#repository #github #clone #repos #matching #searches #rm

app octosurfer

Search GitHub, clone matching repos, and search through the repos

1 unstable release

0.1.0 Mar 11, 2023

#1 in #searches

MIT license

22KB
460 lines

octosurfer

Searches GitHub for repositories, then clones each repository and greps through it for a list of terms.

Installation

  • Make sure you have a working Rust toolchain installed.
  • cargo install --git https://github.com/tronje/octosurfer

This project may be published to crates.io in the future, but hasn't yet.

Usage

Make sure you generate a GitHub API key and export it as GITHUB_TOKEN in your environment.

Usage: octosurfer -k <keywords> [-l <languages>] [-p <pushed>] [-s <stars>] [-t <topics>] -d <target-dir> -q <query-file> -o <out-file> [--rm] [-v <verbosity>]

Clone all GitHub repositories matching a query and search them

Options:
  -k, --keywords    keywords to use when searching for repos (comma-separated)
  -l, --languages   limit search to repos that use these languages
                    (comma-separated)
  -p, --pushed      limit search by date, e.g. ">1970-01-01" for repos updated
                    after Jan 1st, 1970
  -s, --stars       limit search by stars, e.g. ">100" for repos with more than
                    100 stars
  -t, --topics      limit search by these topics (comma-separated)
  -d, --target-dir  path to a directory into which repositories should be cloned
  -q, --query-file  file to read code queries from
  -o, --out-file    filename to write CSV results into
  --rm              remove repos after analysis is complete
  -v, --verbosity   sets the verbosity (off, error, warn, info, debug, or trace)
  --help            display usage information

Example

The following invocation will search GitHub for all repositories that:

  • include the keyword "mpi"
  • are written primarily in either C or C++
  • have been pushed to some time after Jan 1st, 2013
  • have more than two stars

It will then clone each repository in /tmp/octosurfer, search each repository for occurences of the queries in the file my-queries.txt, and save the results in results.csv. Each cloned repository will be removed after it has been searched.

$ octosurfer -k mpi \
	-l c,c++ \
	-p ">2013-01-01" \
	-s ">2" \
	-d /tmp/octosurfer \
	-q my-queries.txt \
	-o results.csv \
	--rm

Queries

Queries are listed in a text file, and the file name is given to octosurfer with the -q flag. There should be one query per line, and regex syntax may be used in a query. octosurfer searches files line by line, so there can be no multiline matches.

Performance

octosurfer uses tokio and makes heavy use of async Rust. Repositories are cloned and searched asynchronously. Searching through a single repository is single-threaded, though. The assumption is that usually, multiple repositories are searched at a time, so each search does not need to be parallelized. During testing, heavy parallel searching raised the OS error EMFILE, i.e. "too many open files".

octosurfer uses the grep crate to search files. This crate is the library that powers ripgrep.

Disk usage

octosurfer clones each repository shallowly, i.e. with git clone --depth 1. However, because the GitHub search can return hundreds or thousands of repositories, the cumulative disk use can become quite significant. It may be prudent to pass the --rm flag if unsure of how many repositories a search will yield.

Note that because repositories are cloned asynchronously, more than one repository may exist on-disk at a time, even with the --rm flag given.

octosurfer clones repositories into the given target directory, and then under /{repo owner's name}/{repo name}. If --rm is given, octosurfer will remove the cloned repository, as well as the directory named after the repository owner. It is therefore advisable to pass an empty directory as the --target-dir flag, to avoid octosurfer accidentally removing files and directories you intended to keep.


## PROBLEM DESCRIPTION
Down to the last line, repeat the entries exactly and drop any image.

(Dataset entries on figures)
--- START ---

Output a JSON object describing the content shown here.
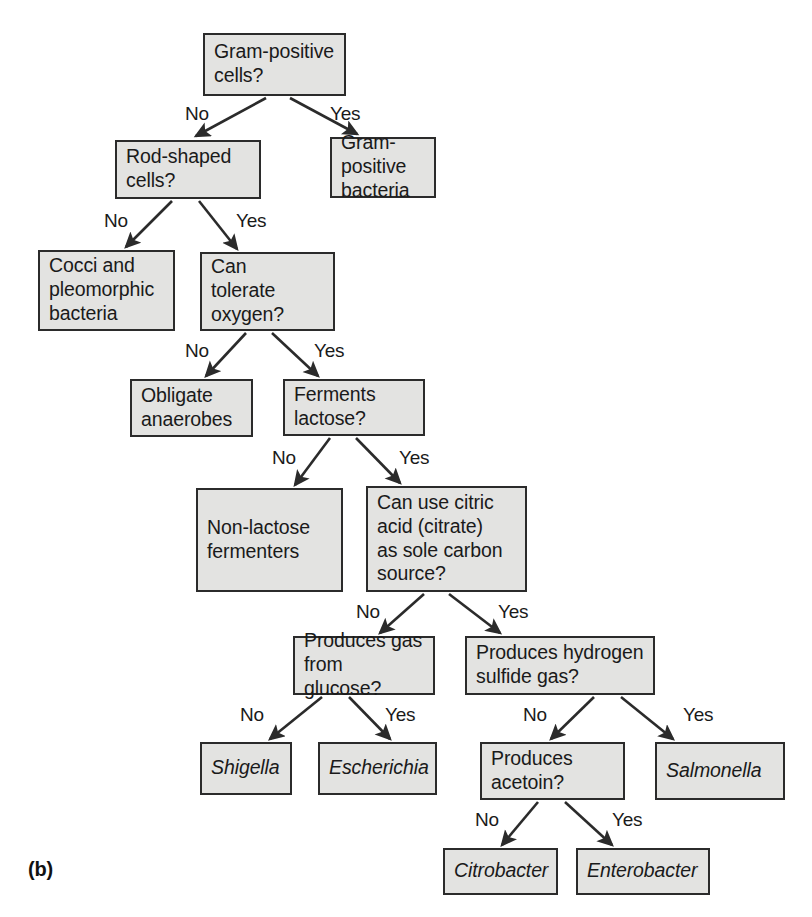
{
  "figure": {
    "panel_label": "(b)",
    "type": "dichotomous-key-flowchart",
    "colors": {
      "box_fill": "#e3e3e1",
      "box_border": "#2b2b2b",
      "text": "#1a1a1a",
      "background": "#ffffff"
    }
  },
  "nodes": [
    {
      "id": "gram_positive_cells",
      "label": "Gram-positive\ncells?",
      "kind": "question",
      "x": 203,
      "y": 33,
      "w": 143,
      "h": 63
    },
    {
      "id": "gram_positive_bact",
      "label": "Gram-positive\nbacteria",
      "kind": "terminal",
      "x": 330,
      "y": 137,
      "w": 106,
      "h": 61
    },
    {
      "id": "rod_shaped_cells",
      "label": "Rod-shaped\ncells?",
      "kind": "question",
      "x": 115,
      "y": 140,
      "w": 146,
      "h": 59
    },
    {
      "id": "cocci_pleomorphic",
      "label": "Cocci and\npleomorphic\nbacteria",
      "kind": "terminal",
      "x": 38,
      "y": 250,
      "w": 137,
      "h": 81
    },
    {
      "id": "tolerate_oxygen",
      "label": "Can\ntolerate\noxygen?",
      "kind": "question",
      "x": 200,
      "y": 252,
      "w": 135,
      "h": 79
    },
    {
      "id": "obligate_anaerobes",
      "label": "Obligate\nanaerobes",
      "kind": "terminal",
      "x": 130,
      "y": 379,
      "w": 123,
      "h": 58
    },
    {
      "id": "ferments_lactose",
      "label": "Ferments\nlactose?",
      "kind": "question",
      "x": 283,
      "y": 379,
      "w": 142,
      "h": 57
    },
    {
      "id": "non_lactose_ferm",
      "label": "Non-lactose\nfermenters",
      "kind": "terminal",
      "x": 196,
      "y": 488,
      "w": 147,
      "h": 104
    },
    {
      "id": "citric_acid",
      "label": "Can use citric\nacid (citrate)\nas sole carbon\nsource?",
      "kind": "question",
      "x": 366,
      "y": 486,
      "w": 161,
      "h": 106
    },
    {
      "id": "gas_from_glucose",
      "label": "Produces gas\nfrom glucose?",
      "kind": "question",
      "x": 293,
      "y": 636,
      "w": 142,
      "h": 59
    },
    {
      "id": "hydrogen_sulfide",
      "label": "Produces hydrogen\nsulfide gas?",
      "kind": "question",
      "x": 465,
      "y": 636,
      "w": 190,
      "h": 59
    },
    {
      "id": "shigella",
      "label": "Shigella",
      "kind": "taxon",
      "x": 200,
      "y": 742,
      "w": 92,
      "h": 53
    },
    {
      "id": "escherichia",
      "label": "Escherichia",
      "kind": "taxon",
      "x": 318,
      "y": 742,
      "w": 119,
      "h": 53
    },
    {
      "id": "produces_acetoin",
      "label": "Produces\nacetoin?",
      "kind": "question",
      "x": 480,
      "y": 742,
      "w": 145,
      "h": 58
    },
    {
      "id": "salmonella",
      "label": "Salmonella",
      "kind": "taxon",
      "x": 655,
      "y": 742,
      "w": 130,
      "h": 58
    },
    {
      "id": "citrobacter",
      "label": "Citrobacter",
      "kind": "taxon",
      "x": 443,
      "y": 848,
      "w": 115,
      "h": 47
    },
    {
      "id": "enterobacter",
      "label": "Enterobacter",
      "kind": "taxon",
      "x": 576,
      "y": 848,
      "w": 134,
      "h": 47
    }
  ],
  "edges": [
    {
      "from": "gram_positive_cells",
      "to": "rod_shaped_cells",
      "answer": "No",
      "x1": 266,
      "y1": 98,
      "x2": 196,
      "y2": 136,
      "lx": 185,
      "ly": 103
    },
    {
      "from": "gram_positive_cells",
      "to": "gram_positive_bact",
      "answer": "Yes",
      "x1": 290,
      "y1": 98,
      "x2": 357,
      "y2": 134,
      "lx": 330,
      "ly": 103
    },
    {
      "from": "rod_shaped_cells",
      "to": "cocci_pleomorphic",
      "answer": "No",
      "x1": 172,
      "y1": 201,
      "x2": 126,
      "y2": 247,
      "lx": 104,
      "ly": 210
    },
    {
      "from": "rod_shaped_cells",
      "to": "tolerate_oxygen",
      "answer": "Yes",
      "x1": 199,
      "y1": 201,
      "x2": 237,
      "y2": 249,
      "lx": 236,
      "ly": 210
    },
    {
      "from": "tolerate_oxygen",
      "to": "obligate_anaerobes",
      "answer": "No",
      "x1": 246,
      "y1": 333,
      "x2": 206,
      "y2": 376,
      "lx": 185,
      "ly": 340
    },
    {
      "from": "tolerate_oxygen",
      "to": "ferments_lactose",
      "answer": "Yes",
      "x1": 272,
      "y1": 333,
      "x2": 318,
      "y2": 376,
      "lx": 314,
      "ly": 340
    },
    {
      "from": "ferments_lactose",
      "to": "non_lactose_ferm",
      "answer": "No",
      "x1": 330,
      "y1": 438,
      "x2": 295,
      "y2": 485,
      "lx": 272,
      "ly": 447
    },
    {
      "from": "ferments_lactose",
      "to": "citric_acid",
      "answer": "Yes",
      "x1": 356,
      "y1": 438,
      "x2": 400,
      "y2": 483,
      "lx": 399,
      "ly": 447
    },
    {
      "from": "citric_acid",
      "to": "gas_from_glucose",
      "answer": "No",
      "x1": 424,
      "y1": 594,
      "x2": 380,
      "y2": 633,
      "lx": 356,
      "ly": 601
    },
    {
      "from": "citric_acid",
      "to": "hydrogen_sulfide",
      "answer": "Yes",
      "x1": 449,
      "y1": 594,
      "x2": 500,
      "y2": 633,
      "lx": 498,
      "ly": 601
    },
    {
      "from": "gas_from_glucose",
      "to": "shigella",
      "answer": "No",
      "x1": 322,
      "y1": 697,
      "x2": 270,
      "y2": 739,
      "lx": 240,
      "ly": 704
    },
    {
      "from": "gas_from_glucose",
      "to": "escherichia",
      "answer": "Yes",
      "x1": 349,
      "y1": 697,
      "x2": 390,
      "y2": 739,
      "lx": 385,
      "ly": 704
    },
    {
      "from": "hydrogen_sulfide",
      "to": "produces_acetoin",
      "answer": "No",
      "x1": 594,
      "y1": 697,
      "x2": 551,
      "y2": 739,
      "lx": 523,
      "ly": 704
    },
    {
      "from": "hydrogen_sulfide",
      "to": "salmonella",
      "answer": "Yes",
      "x1": 621,
      "y1": 697,
      "x2": 673,
      "y2": 739,
      "lx": 683,
      "ly": 704
    },
    {
      "from": "produces_acetoin",
      "to": "citrobacter",
      "answer": "No",
      "x1": 538,
      "y1": 802,
      "x2": 502,
      "y2": 845,
      "lx": 475,
      "ly": 809
    },
    {
      "from": "produces_acetoin",
      "to": "enterobacter",
      "answer": "Yes",
      "x1": 565,
      "y1": 802,
      "x2": 612,
      "y2": 845,
      "lx": 612,
      "ly": 809
    }
  ],
  "panel": {
    "label_x": 28,
    "label_y": 858
  }
}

--- END ---

## RESULT OF THE EXERCISE
Output a JSON object describing the content shown here.
{
  "figure": {
    "panel_label": "(b)",
    "type": "dichotomous-key-flowchart",
    "colors": {
      "box_fill": "#e3e3e1",
      "box_border": "#2b2b2b",
      "text": "#1a1a1a",
      "background": "#ffffff"
    }
  },
  "nodes": [
    {
      "id": "gram_positive_cells",
      "label": "Gram-positive\ncells?",
      "kind": "question",
      "x": 203,
      "y": 33,
      "w": 143,
      "h": 63
    },
    {
      "id": "gram_positive_bact",
      "label": "Gram-positive\nbacteria",
      "kind": "terminal",
      "x": 330,
      "y": 137,
      "w": 106,
      "h": 61
    },
    {
      "id": "rod_shaped_cells",
      "label": "Rod-shaped\ncells?",
      "kind": "question",
      "x": 115,
      "y": 140,
      "w": 146,
      "h": 59
    },
    {
      "id": "cocci_pleomorphic",
      "label": "Cocci and\npleomorphic\nbacteria",
      "kind": "terminal",
      "x": 38,
      "y": 250,
      "w": 137,
      "h": 81
    },
    {
      "id": "tolerate_oxygen",
      "label": "Can\ntolerate\noxygen?",
      "kind": "question",
      "x": 200,
      "y": 252,
      "w": 135,
      "h": 79
    },
    {
      "id": "obligate_anaerobes",
      "label": "Obligate\nanaerobes",
      "kind": "terminal",
      "x": 130,
      "y": 379,
      "w": 123,
      "h": 58
    },
    {
      "id": "ferments_lactose",
      "label": "Ferments\nlactose?",
      "kind": "question",
      "x": 283,
      "y": 379,
      "w": 142,
      "h": 57
    },
    {
      "id": "non_lactose_ferm",
      "label": "Non-lactose\nfermenters",
      "kind": "terminal",
      "x": 196,
      "y": 488,
      "w": 147,
      "h": 104
    },
    {
      "id": "citric_acid",
      "label": "Can use citric\nacid (citrate)\nas sole carbon\nsource?",
      "kind": "question",
      "x": 366,
      "y": 486,
      "w": 161,
      "h": 106
    },
    {
      "id": "gas_from_glucose",
      "label": "Produces gas\nfrom glucose?",
      "kind": "question",
      "x": 293,
      "y": 636,
      "w": 142,
      "h": 59
    },
    {
      "id": "hydrogen_sulfide",
      "label": "Produces hydrogen\nsulfide gas?",
      "kind": "question",
      "x": 465,
      "y": 636,
      "w": 190,
      "h": 59
    },
    {
      "id": "shigella",
      "label": "Shigella",
      "kind": "taxon",
      "x": 200,
      "y": 742,
      "w": 92,
      "h": 53
    },
    {
      "id": "escherichia",
      "label": "Escherichia",
      "kind": "taxon",
      "x": 318,
      "y": 742,
      "w": 119,
      "h": 53
    },
    {
      "id": "produces_acetoin",
      "label": "Produces\nacetoin?",
      "kind": "question",
      "x": 480,
      "y": 742,
      "w": 145,
      "h": 58
    },
    {
      "id": "salmonella",
      "label": "Salmonella",
      "kind": "taxon",
      "x": 655,
      "y": 742,
      "w": 130,
      "h": 58
    },
    {
      "id": "citrobacter",
      "label": "Citrobacter",
      "kind": "taxon",
      "x": 443,
      "y": 848,
      "w": 115,
      "h": 47
    },
    {
      "id": "enterobacter",
      "label": "Enterobacter",
      "kind": "taxon",
      "x": 576,
      "y": 848,
      "w": 134,
      "h": 47
    }
  ],
  "edges": [
    {
      "from": "gram_positive_cells",
      "to": "rod_shaped_cells",
      "answer": "No",
      "x1": 266,
      "y1": 98,
      "x2": 196,
      "y2": 136,
      "lx": 185,
      "ly": 103
    },
    {
      "from": "gram_positive_cells",
      "to": "gram_positive_bact",
      "answer": "Yes",
      "x1": 290,
      "y1": 98,
      "x2": 357,
      "y2": 134,
      "lx": 330,
      "ly": 103
    },
    {
      "from": "rod_shaped_cells",
      "to": "cocci_pleomorphic",
      "answer": "No",
      "x1": 172,
      "y1": 201,
      "x2": 126,
      "y2": 247,
      "lx": 104,
      "ly": 210
    },
    {
      "from": "rod_shaped_cells",
      "to": "tolerate_oxygen",
      "answer": "Yes",
      "x1": 199,
      "y1": 201,
      "x2": 237,
      "y2": 249,
      "lx": 236,
      "ly": 210
    },
    {
      "from": "tolerate_oxygen",
      "to": "obligate_anaerobes",
      "answer": "No",
      "x1": 246,
      "y1": 333,
      "x2": 206,
      "y2": 376,
      "lx": 185,
      "ly": 340
    },
    {
      "from": "tolerate_oxygen",
      "to": "ferments_lactose",
      "answer": "Yes",
      "x1": 272,
      "y1": 333,
      "x2": 318,
      "y2": 376,
      "lx": 314,
      "ly": 340
    },
    {
      "from": "ferments_lactose",
      "to": "non_lactose_ferm",
      "answer": "No",
      "x1": 330,
      "y1": 438,
      "x2": 295,
      "y2": 485,
      "lx": 272,
      "ly": 447
    },
    {
      "from": "ferments_lactose",
      "to": "citric_acid",
      "answer": "Yes",
      "x1": 356,
      "y1": 438,
      "x2": 400,
      "y2": 483,
      "lx": 399,
      "ly": 447
    },
    {
      "from": "citric_acid",
      "to": "gas_from_glucose",
      "answer": "No",
      "x1": 424,
      "y1": 594,
      "x2": 380,
      "y2": 633,
      "lx": 356,
      "ly": 601
    },
    {
      "from": "citric_acid",
      "to": "hydrogen_sulfide",
      "answer": "Yes",
      "x1": 449,
      "y1": 594,
      "x2": 500,
      "y2": 633,
      "lx": 498,
      "ly": 601
    },
    {
      "from": "gas_from_glucose",
      "to": "shigella",
      "answer": "No",
      "x1": 322,
      "y1": 697,
      "x2": 270,
      "y2": 739,
      "lx": 240,
      "ly": 704
    },
    {
      "from": "gas_from_glucose",
      "to": "escherichia",
      "answer": "Yes",
      "x1": 349,
      "y1": 697,
      "x2": 390,
      "y2": 739,
      "lx": 385,
      "ly": 704
    },
    {
      "from": "hydrogen_sulfide",
      "to": "produces_acetoin",
      "answer": "No",
      "x1": 594,
      "y1": 697,
      "x2": 551,
      "y2": 739,
      "lx": 523,
      "ly": 704
    },
    {
      "from": "hydrogen_sulfide",
      "to": "salmonella",
      "answer": "Yes",
      "x1": 621,
      "y1": 697,
      "x2": 673,
      "y2": 739,
      "lx": 683,
      "ly": 704
    },
    {
      "from": "produces_acetoin",
      "to": "citrobacter",
      "answer": "No",
      "x1": 538,
      "y1": 802,
      "x2": 502,
      "y2": 845,
      "lx": 475,
      "ly": 809
    },
    {
      "from": "produces_acetoin",
      "to": "enterobacter",
      "answer": "Yes",
      "x1": 565,
      "y1": 802,
      "x2": 612,
      "y2": 845,
      "lx": 612,
      "ly": 809
    }
  ],
  "panel": {
    "label_x": 28,
    "label_y": 858
  }
}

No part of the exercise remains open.